New TRWD board member says she won’t vote

Marice Richter

Special to the Fort Worth Business Press

After being sworn in as a new member of the Tarrant Regional Water District (TRWD) board on June 18, Mary Kelleher then abstained from the voting process, on every item saying she did not want to be “part of anything that is potentially outside the scope of the [Texas] Open Meetings Act.” “Until I have some kind of reassurance of that fact, I do not feel comfortable making any decisions,” she said. Kelleher was one of three challengers who banded together seeking to replace long-time incumbents on the TRWD board. Kelleher was the only one successful in her bid.
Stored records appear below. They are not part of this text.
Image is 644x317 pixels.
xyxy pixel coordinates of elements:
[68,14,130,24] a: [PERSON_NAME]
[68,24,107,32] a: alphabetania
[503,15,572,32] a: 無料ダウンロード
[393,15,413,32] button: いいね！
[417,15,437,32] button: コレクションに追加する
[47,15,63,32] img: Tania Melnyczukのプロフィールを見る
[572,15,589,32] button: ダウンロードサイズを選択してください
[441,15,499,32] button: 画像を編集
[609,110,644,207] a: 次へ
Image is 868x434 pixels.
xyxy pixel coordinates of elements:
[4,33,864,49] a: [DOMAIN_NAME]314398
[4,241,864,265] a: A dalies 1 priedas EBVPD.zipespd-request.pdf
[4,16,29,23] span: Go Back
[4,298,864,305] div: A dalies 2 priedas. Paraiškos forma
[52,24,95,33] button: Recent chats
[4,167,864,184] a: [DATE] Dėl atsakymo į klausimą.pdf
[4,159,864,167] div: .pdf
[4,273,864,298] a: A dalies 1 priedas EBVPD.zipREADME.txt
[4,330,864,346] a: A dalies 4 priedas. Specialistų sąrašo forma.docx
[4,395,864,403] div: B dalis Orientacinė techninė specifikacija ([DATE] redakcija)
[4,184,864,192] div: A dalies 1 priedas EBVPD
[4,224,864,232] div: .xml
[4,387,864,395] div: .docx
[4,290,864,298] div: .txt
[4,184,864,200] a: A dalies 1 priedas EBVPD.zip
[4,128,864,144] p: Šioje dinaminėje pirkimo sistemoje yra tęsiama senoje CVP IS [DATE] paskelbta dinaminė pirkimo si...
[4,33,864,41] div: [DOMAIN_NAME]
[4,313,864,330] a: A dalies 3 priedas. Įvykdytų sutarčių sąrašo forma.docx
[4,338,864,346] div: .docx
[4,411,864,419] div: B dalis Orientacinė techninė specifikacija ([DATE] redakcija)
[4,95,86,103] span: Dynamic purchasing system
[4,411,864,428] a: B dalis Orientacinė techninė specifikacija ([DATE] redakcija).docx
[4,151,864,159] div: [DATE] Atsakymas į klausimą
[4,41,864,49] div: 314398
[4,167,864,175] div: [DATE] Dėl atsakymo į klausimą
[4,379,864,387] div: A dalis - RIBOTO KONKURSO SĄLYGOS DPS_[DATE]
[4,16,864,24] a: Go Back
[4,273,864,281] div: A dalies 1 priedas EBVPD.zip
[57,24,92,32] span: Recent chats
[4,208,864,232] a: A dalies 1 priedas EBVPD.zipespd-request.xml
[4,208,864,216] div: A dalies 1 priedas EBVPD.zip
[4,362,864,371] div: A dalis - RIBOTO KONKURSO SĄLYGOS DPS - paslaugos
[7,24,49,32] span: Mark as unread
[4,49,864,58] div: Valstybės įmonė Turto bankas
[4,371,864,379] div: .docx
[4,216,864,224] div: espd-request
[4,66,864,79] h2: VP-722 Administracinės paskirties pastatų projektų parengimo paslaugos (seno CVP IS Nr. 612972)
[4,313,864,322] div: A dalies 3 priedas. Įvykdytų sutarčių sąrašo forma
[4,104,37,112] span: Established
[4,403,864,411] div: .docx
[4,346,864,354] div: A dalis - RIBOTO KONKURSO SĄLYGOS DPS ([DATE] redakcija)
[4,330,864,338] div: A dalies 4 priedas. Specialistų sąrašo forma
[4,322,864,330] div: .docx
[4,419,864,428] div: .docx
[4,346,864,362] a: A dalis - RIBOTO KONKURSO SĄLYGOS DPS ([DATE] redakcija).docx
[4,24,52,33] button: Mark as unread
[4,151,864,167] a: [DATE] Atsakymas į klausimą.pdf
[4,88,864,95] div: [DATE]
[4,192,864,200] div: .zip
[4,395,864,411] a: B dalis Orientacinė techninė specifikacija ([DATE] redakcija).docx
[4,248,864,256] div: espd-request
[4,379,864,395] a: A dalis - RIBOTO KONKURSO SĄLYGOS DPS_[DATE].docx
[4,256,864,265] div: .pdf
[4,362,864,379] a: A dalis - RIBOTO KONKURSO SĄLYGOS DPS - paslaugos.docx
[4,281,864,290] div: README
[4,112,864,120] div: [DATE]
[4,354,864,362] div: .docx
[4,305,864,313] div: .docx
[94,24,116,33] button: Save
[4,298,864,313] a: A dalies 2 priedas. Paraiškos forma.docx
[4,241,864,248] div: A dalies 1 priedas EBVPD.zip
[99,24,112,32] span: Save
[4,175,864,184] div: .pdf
The three ran on a slate saying they were concerned that the water board was in violation of the Texas Open Meetings Act. The TRWD denied the allegations regarding the open meetings act. Following Kelleher’s statement, Jim Lane, another TRWD board director, asked: “What would be total compliance? You either comply or you don’t. You can’t halfway comply.” Board President Victor Henderson noted that the board was “here in an open session.” “Correct,” Kelleher replied, “but I want a legal opinion from the outside firm that can assure us that all of the things that we need to exactly have, including the executive sessions, are in compliance with the Texas Open Meetings Act – period. “We’ve spent so many millions of dollars in legal fees. We have another lawsuit pending that’s alleging that we’re in violation of the open meetings act. I don’t have any idea why the board would not want an outside, independent [opinion], an additional one just to make sure that we’re not [in violation of the act],” she said. “We have a lot to lose; we just lost a lot. I think we serve the community well by getting an additional one, and I don’t understand why my fellow directors wouldn’t be in agreement with me.”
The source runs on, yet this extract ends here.